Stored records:
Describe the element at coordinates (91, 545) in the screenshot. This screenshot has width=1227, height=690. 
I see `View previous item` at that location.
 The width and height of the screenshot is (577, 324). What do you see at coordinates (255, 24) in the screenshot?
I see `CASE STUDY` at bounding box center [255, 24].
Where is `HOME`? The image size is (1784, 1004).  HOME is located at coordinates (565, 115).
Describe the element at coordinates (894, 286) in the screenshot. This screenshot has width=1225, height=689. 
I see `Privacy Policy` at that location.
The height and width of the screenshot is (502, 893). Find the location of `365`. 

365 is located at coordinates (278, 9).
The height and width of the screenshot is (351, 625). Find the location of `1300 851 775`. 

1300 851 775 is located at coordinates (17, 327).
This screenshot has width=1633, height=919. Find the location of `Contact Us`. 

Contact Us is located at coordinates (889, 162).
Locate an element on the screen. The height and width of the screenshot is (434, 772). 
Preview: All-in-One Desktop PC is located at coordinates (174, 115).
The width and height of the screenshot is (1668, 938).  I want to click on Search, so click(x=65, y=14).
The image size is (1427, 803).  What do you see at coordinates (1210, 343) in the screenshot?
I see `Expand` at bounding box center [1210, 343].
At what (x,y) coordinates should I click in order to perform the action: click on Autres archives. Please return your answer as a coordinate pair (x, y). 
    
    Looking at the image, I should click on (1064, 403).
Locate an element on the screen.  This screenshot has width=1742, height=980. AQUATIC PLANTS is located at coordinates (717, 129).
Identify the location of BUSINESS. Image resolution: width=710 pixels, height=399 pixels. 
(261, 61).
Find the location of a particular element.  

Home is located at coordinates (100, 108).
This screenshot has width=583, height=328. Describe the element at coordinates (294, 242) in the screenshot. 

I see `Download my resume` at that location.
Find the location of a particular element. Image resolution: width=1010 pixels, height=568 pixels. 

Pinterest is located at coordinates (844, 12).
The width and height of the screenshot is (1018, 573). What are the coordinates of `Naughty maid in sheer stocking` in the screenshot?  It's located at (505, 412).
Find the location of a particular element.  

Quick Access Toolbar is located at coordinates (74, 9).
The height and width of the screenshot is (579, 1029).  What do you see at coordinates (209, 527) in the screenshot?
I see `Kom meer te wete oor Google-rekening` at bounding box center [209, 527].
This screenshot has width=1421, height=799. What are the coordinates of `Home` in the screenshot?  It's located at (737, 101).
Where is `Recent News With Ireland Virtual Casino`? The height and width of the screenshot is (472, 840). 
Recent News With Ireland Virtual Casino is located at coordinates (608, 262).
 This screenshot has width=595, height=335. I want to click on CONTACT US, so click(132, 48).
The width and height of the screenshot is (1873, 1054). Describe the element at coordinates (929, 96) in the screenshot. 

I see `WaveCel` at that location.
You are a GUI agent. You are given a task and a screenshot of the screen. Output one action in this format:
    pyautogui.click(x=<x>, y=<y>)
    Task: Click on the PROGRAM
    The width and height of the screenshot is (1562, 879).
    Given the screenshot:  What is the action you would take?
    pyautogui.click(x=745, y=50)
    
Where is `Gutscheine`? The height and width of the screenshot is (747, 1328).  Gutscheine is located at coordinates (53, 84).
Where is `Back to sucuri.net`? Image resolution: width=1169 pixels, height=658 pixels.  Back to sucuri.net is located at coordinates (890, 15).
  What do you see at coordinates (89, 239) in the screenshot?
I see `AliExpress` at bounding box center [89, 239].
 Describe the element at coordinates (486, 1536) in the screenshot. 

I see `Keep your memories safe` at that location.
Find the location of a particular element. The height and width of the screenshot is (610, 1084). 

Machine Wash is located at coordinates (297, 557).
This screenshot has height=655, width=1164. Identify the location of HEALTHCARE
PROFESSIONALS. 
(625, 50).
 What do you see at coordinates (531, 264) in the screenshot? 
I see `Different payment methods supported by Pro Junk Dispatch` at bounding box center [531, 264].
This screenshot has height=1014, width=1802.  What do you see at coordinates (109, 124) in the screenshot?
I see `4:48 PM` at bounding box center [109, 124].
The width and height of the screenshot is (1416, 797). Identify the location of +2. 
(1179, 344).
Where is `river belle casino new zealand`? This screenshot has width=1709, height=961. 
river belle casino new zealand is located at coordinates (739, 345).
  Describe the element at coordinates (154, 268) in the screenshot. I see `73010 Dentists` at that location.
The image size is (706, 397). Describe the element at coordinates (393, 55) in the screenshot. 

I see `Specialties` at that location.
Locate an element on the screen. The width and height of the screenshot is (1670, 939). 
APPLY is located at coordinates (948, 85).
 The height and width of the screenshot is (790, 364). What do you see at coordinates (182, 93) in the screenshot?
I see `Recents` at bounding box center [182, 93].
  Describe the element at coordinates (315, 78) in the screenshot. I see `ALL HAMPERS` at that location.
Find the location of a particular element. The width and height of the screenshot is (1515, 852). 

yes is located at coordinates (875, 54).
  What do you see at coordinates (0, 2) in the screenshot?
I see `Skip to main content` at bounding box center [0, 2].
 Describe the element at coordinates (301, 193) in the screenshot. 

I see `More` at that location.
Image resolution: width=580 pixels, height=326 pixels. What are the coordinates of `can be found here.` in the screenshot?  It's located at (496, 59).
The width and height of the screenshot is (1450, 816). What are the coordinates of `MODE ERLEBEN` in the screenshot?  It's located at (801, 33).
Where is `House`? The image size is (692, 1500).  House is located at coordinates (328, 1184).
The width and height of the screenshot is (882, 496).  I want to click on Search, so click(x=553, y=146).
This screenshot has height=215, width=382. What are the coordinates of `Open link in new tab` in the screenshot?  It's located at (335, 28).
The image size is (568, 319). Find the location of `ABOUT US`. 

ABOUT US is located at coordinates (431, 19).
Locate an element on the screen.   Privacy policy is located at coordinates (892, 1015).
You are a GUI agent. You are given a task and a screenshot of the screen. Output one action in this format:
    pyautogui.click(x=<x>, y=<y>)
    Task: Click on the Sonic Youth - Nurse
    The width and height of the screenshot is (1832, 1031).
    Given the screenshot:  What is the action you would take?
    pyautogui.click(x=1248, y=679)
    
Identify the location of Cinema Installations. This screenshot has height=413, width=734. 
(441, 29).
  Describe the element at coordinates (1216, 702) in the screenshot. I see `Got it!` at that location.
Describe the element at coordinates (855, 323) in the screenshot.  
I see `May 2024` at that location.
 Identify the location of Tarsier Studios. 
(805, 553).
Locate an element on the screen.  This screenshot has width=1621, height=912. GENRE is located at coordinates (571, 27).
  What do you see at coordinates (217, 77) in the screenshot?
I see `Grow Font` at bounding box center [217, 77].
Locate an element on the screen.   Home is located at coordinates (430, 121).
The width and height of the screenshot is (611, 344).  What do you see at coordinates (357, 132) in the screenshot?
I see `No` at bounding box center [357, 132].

## [Problem to work on]
Transcribe the data above so that every line matches exactly.

## [Answer box]
Describe the element at coordinates (91, 545) in the screenshot. This screenshot has width=1227, height=690. 
I see `View previous item` at that location.
 The width and height of the screenshot is (577, 324). What do you see at coordinates (255, 24) in the screenshot?
I see `CASE STUDY` at bounding box center [255, 24].
Where is `HOME`? The image size is (1784, 1004).  HOME is located at coordinates (565, 115).
Describe the element at coordinates (894, 286) in the screenshot. This screenshot has width=1225, height=689. 
I see `Privacy Policy` at that location.
The height and width of the screenshot is (502, 893). Find the location of `365`. 

365 is located at coordinates (278, 9).
The height and width of the screenshot is (351, 625). Find the location of `1300 851 775`. 

1300 851 775 is located at coordinates (17, 327).
This screenshot has width=1633, height=919. Find the location of `Contact Us`. 

Contact Us is located at coordinates (889, 162).
Locate an element on the screen. The height and width of the screenshot is (434, 772). 
Preview: All-in-One Desktop PC is located at coordinates (174, 115).
The width and height of the screenshot is (1668, 938).  I want to click on Search, so click(x=65, y=14).
The image size is (1427, 803).  What do you see at coordinates (1210, 343) in the screenshot?
I see `Expand` at bounding box center [1210, 343].
At what (x,y) coordinates should I click in order to perform the action: click on Autres archives. Please return your answer as a coordinate pair (x, y). 
    
    Looking at the image, I should click on (1064, 403).
Locate an element on the screen.  This screenshot has width=1742, height=980. AQUATIC PLANTS is located at coordinates (717, 129).
Identify the location of BUSINESS. Image resolution: width=710 pixels, height=399 pixels. 
(261, 61).
Find the location of a particular element.  

Home is located at coordinates (100, 108).
This screenshot has width=583, height=328. Describe the element at coordinates (294, 242) in the screenshot. 

I see `Download my resume` at that location.
Find the location of a particular element. Image resolution: width=1010 pixels, height=568 pixels. 

Pinterest is located at coordinates (844, 12).
The width and height of the screenshot is (1018, 573). What are the coordinates of `Naughty maid in sheer stocking` in the screenshot?  It's located at (505, 412).
Find the location of a particular element.  

Quick Access Toolbar is located at coordinates (74, 9).
The height and width of the screenshot is (579, 1029).  What do you see at coordinates (209, 527) in the screenshot?
I see `Kom meer te wete oor Google-rekening` at bounding box center [209, 527].
This screenshot has width=1421, height=799. What are the coordinates of `Home` in the screenshot?  It's located at (737, 101).
Where is `Recent News With Ireland Virtual Casino`? The height and width of the screenshot is (472, 840). 
Recent News With Ireland Virtual Casino is located at coordinates (608, 262).
 This screenshot has width=595, height=335. I want to click on CONTACT US, so click(132, 48).
The width and height of the screenshot is (1873, 1054). Describe the element at coordinates (929, 96) in the screenshot. 

I see `WaveCel` at that location.
You are a GUI agent. You are given a task and a screenshot of the screen. Output one action in this format:
    pyautogui.click(x=<x>, y=<y>)
    Task: Click on the PROGRAM
    The width and height of the screenshot is (1562, 879).
    Given the screenshot:  What is the action you would take?
    pyautogui.click(x=745, y=50)
    
Where is `Gutscheine`? The height and width of the screenshot is (747, 1328).  Gutscheine is located at coordinates (53, 84).
Where is `Back to sucuri.net`? Image resolution: width=1169 pixels, height=658 pixels.  Back to sucuri.net is located at coordinates (890, 15).
  What do you see at coordinates (89, 239) in the screenshot?
I see `AliExpress` at bounding box center [89, 239].
 Describe the element at coordinates (486, 1536) in the screenshot. 

I see `Keep your memories safe` at that location.
Find the location of a particular element. The height and width of the screenshot is (610, 1084). 

Machine Wash is located at coordinates (297, 557).
This screenshot has height=655, width=1164. Identify the location of HEALTHCARE
PROFESSIONALS. 
(625, 50).
 What do you see at coordinates (531, 264) in the screenshot? 
I see `Different payment methods supported by Pro Junk Dispatch` at bounding box center [531, 264].
This screenshot has height=1014, width=1802.  What do you see at coordinates (109, 124) in the screenshot?
I see `4:48 PM` at bounding box center [109, 124].
The width and height of the screenshot is (1416, 797). Identify the location of +2. 
(1179, 344).
Where is `river belle casino new zealand`? This screenshot has width=1709, height=961. 
river belle casino new zealand is located at coordinates (739, 345).
  Describe the element at coordinates (154, 268) in the screenshot. I see `73010 Dentists` at that location.
The image size is (706, 397). Describe the element at coordinates (393, 55) in the screenshot. 

I see `Specialties` at that location.
Locate an element on the screen. The width and height of the screenshot is (1670, 939). 
APPLY is located at coordinates (948, 85).
 The height and width of the screenshot is (790, 364). What do you see at coordinates (182, 93) in the screenshot?
I see `Recents` at bounding box center [182, 93].
  Describe the element at coordinates (315, 78) in the screenshot. I see `ALL HAMPERS` at that location.
Find the location of a particular element. The width and height of the screenshot is (1515, 852). 

yes is located at coordinates (875, 54).
  What do you see at coordinates (0, 2) in the screenshot?
I see `Skip to main content` at bounding box center [0, 2].
 Describe the element at coordinates (301, 193) in the screenshot. 

I see `More` at that location.
Image resolution: width=580 pixels, height=326 pixels. What are the coordinates of `can be found here.` in the screenshot?  It's located at (496, 59).
The width and height of the screenshot is (1450, 816). What are the coordinates of `MODE ERLEBEN` in the screenshot?  It's located at (801, 33).
Where is `House`? The image size is (692, 1500).  House is located at coordinates (328, 1184).
The width and height of the screenshot is (882, 496).  I want to click on Search, so click(x=553, y=146).
This screenshot has height=215, width=382. What are the coordinates of `Open link in new tab` in the screenshot?  It's located at (335, 28).
The image size is (568, 319). Find the location of `ABOUT US`. 

ABOUT US is located at coordinates (431, 19).
Locate an element on the screen.   Privacy policy is located at coordinates (892, 1015).
You are a GUI agent. You are given a task and a screenshot of the screen. Output one action in this format:
    pyautogui.click(x=<x>, y=<y>)
    Task: Click on the Sonic Youth - Nurse
    The width and height of the screenshot is (1832, 1031).
    Given the screenshot:  What is the action you would take?
    pyautogui.click(x=1248, y=679)
    
Identify the location of Cinema Installations. This screenshot has height=413, width=734. 
(441, 29).
  Describe the element at coordinates (1216, 702) in the screenshot. I see `Got it!` at that location.
Describe the element at coordinates (855, 323) in the screenshot.  
I see `May 2024` at that location.
 Identify the location of Tarsier Studios. 
(805, 553).
Locate an element on the screen.  This screenshot has width=1621, height=912. GENRE is located at coordinates (571, 27).
  What do you see at coordinates (217, 77) in the screenshot?
I see `Grow Font` at bounding box center [217, 77].
Locate an element on the screen.   Home is located at coordinates (430, 121).
The width and height of the screenshot is (611, 344).  What do you see at coordinates (357, 132) in the screenshot?
I see `No` at bounding box center [357, 132].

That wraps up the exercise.